Wednesday, April 27, 2005

Social Security

Yesterday's OpinionJournal has a good article by William Voegeli about the "Cynical Idealism of Social Security". It's a little long and wanders a bit near the end. But it's a good read. He describes how FDR managed to set up the system that is widely considered untouchable.

By relying on a system that funded old age pensions through a regressive tax on wages, SS fosters the idea that everyone who has paid has a moral right to withdraw at a later date. Voegeli quotes FDR as saying:
We put those payroll taxes there so as to give the contributors a legal, moral and political right to collect their pensions and their unemployment benefits. With those taxes in there, no damn politician can ever scrap my social security program.
Further, the SS administration aggressively marketed the program in order to convince Americans that this was really an insurance program with premiums and "accounts". After selling this long enough Americans came to believe it to be so.

A perfect example of this is my father. He's pretty consistently conservative on political issues. But when it comes to SS he's one of the converted. Having lived his whole life with the program it's just part of the world that he accepts. While he agrees that there are financing problems and would be willing to raise the retirement age to address them he reflexively opposes any significant changes. It's almost a matter of faith that SS will and must continue to operate the way it has for sixty plus years.

I'm no great fan of FDR's New Deal policies. I've made the comment, somewhat hyperbolically, that the Great Depression was the worst thing that ever happened to this country because of some of the changes in our government that arose as a result. But I have to admire the tactical political genius displayed by Roosevelt and his administration in pushing through these changes and so skillfully ensconcing them in the American consciousness.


To do =
Although the data holds pictures, return only the lines from the one containing "in the image." to the end, exactly, and without them.

****

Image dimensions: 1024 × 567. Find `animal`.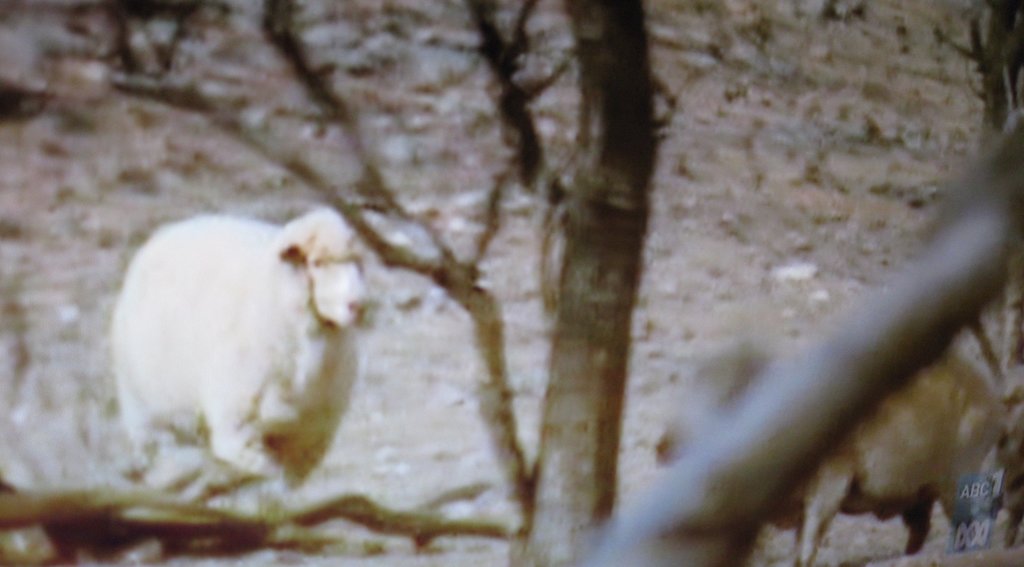
region(649, 343, 1012, 566).
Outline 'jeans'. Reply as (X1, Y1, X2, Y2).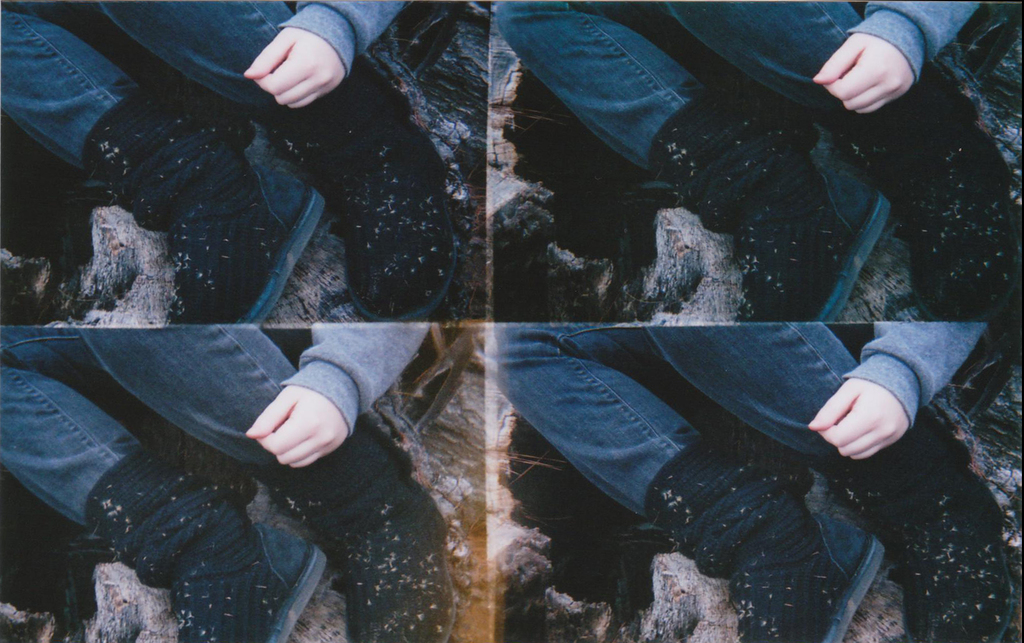
(486, 5, 902, 172).
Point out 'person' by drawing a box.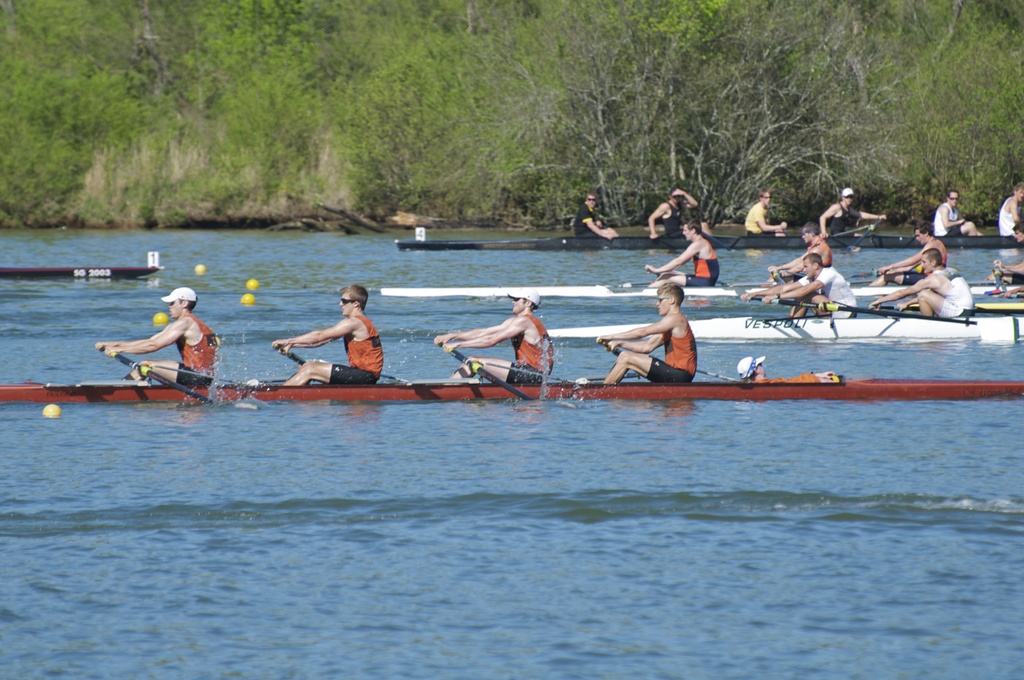
[x1=603, y1=278, x2=695, y2=390].
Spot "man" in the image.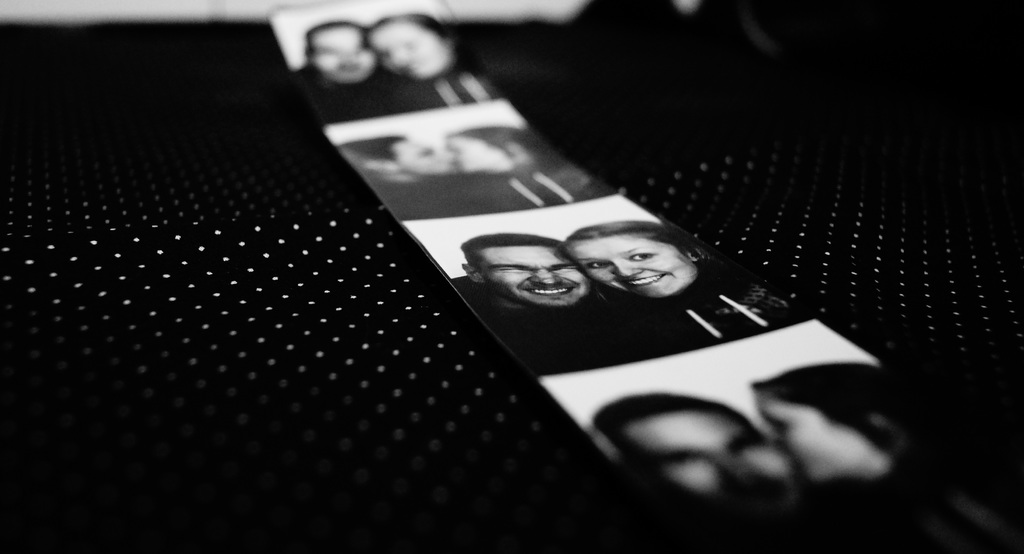
"man" found at left=593, top=389, right=800, bottom=523.
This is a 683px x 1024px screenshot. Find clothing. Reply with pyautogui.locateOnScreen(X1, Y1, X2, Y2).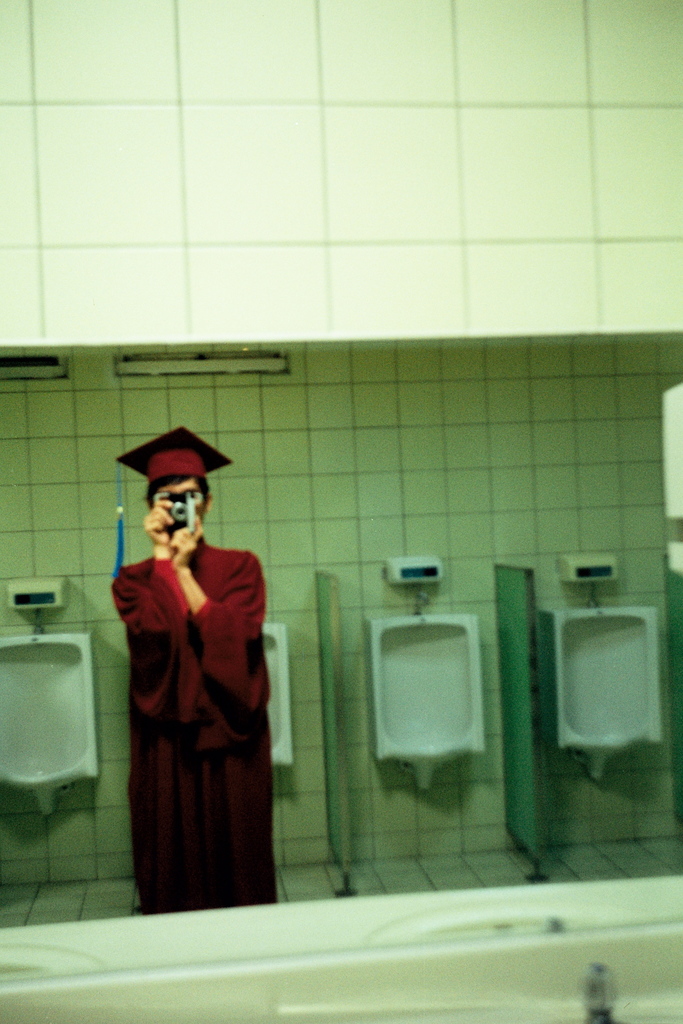
pyautogui.locateOnScreen(110, 516, 283, 899).
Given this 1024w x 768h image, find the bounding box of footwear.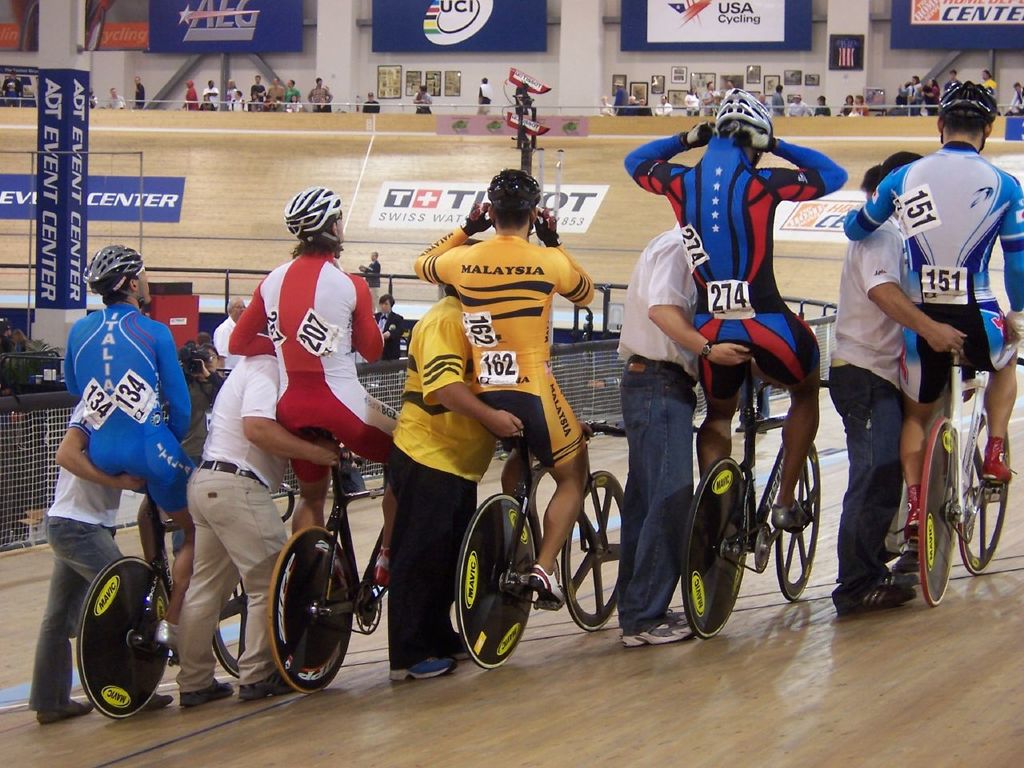
crop(618, 620, 697, 650).
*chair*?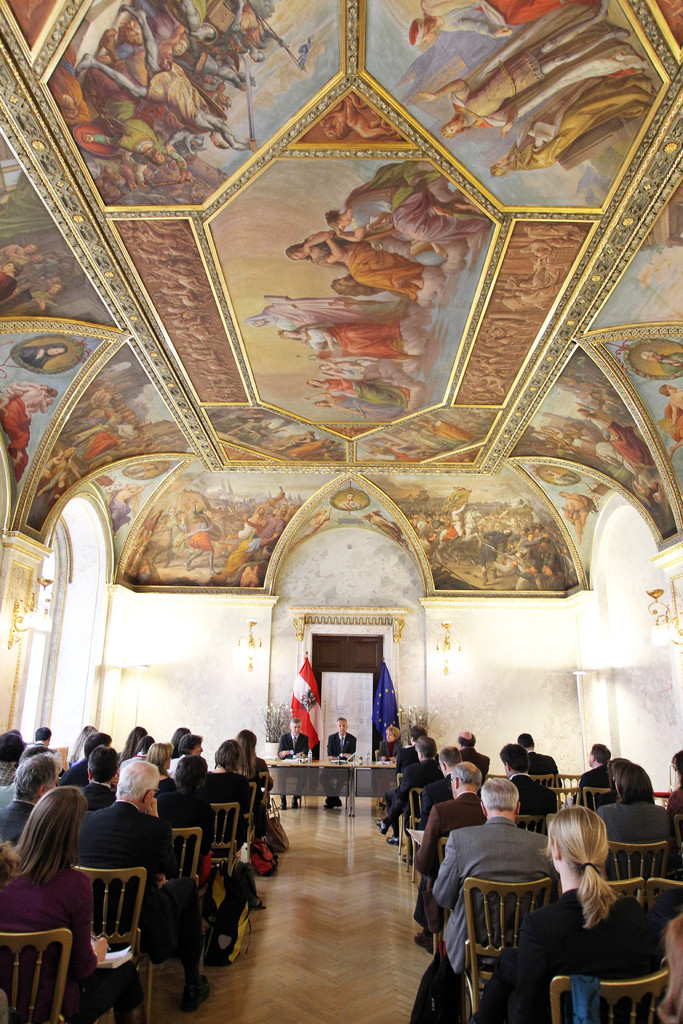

****

Written solution =
Spot "man" in the image.
"man" found at left=593, top=389, right=800, bottom=523.
This is a 683px x 1024px screenshot. Find clothing. Reply with pyautogui.locateOnScreen(X1, Y1, X2, Y2).
pyautogui.locateOnScreen(110, 516, 283, 899).
Given this 1024w x 768h image, find the bounding box of footwear.
crop(618, 620, 697, 650).
*chair*?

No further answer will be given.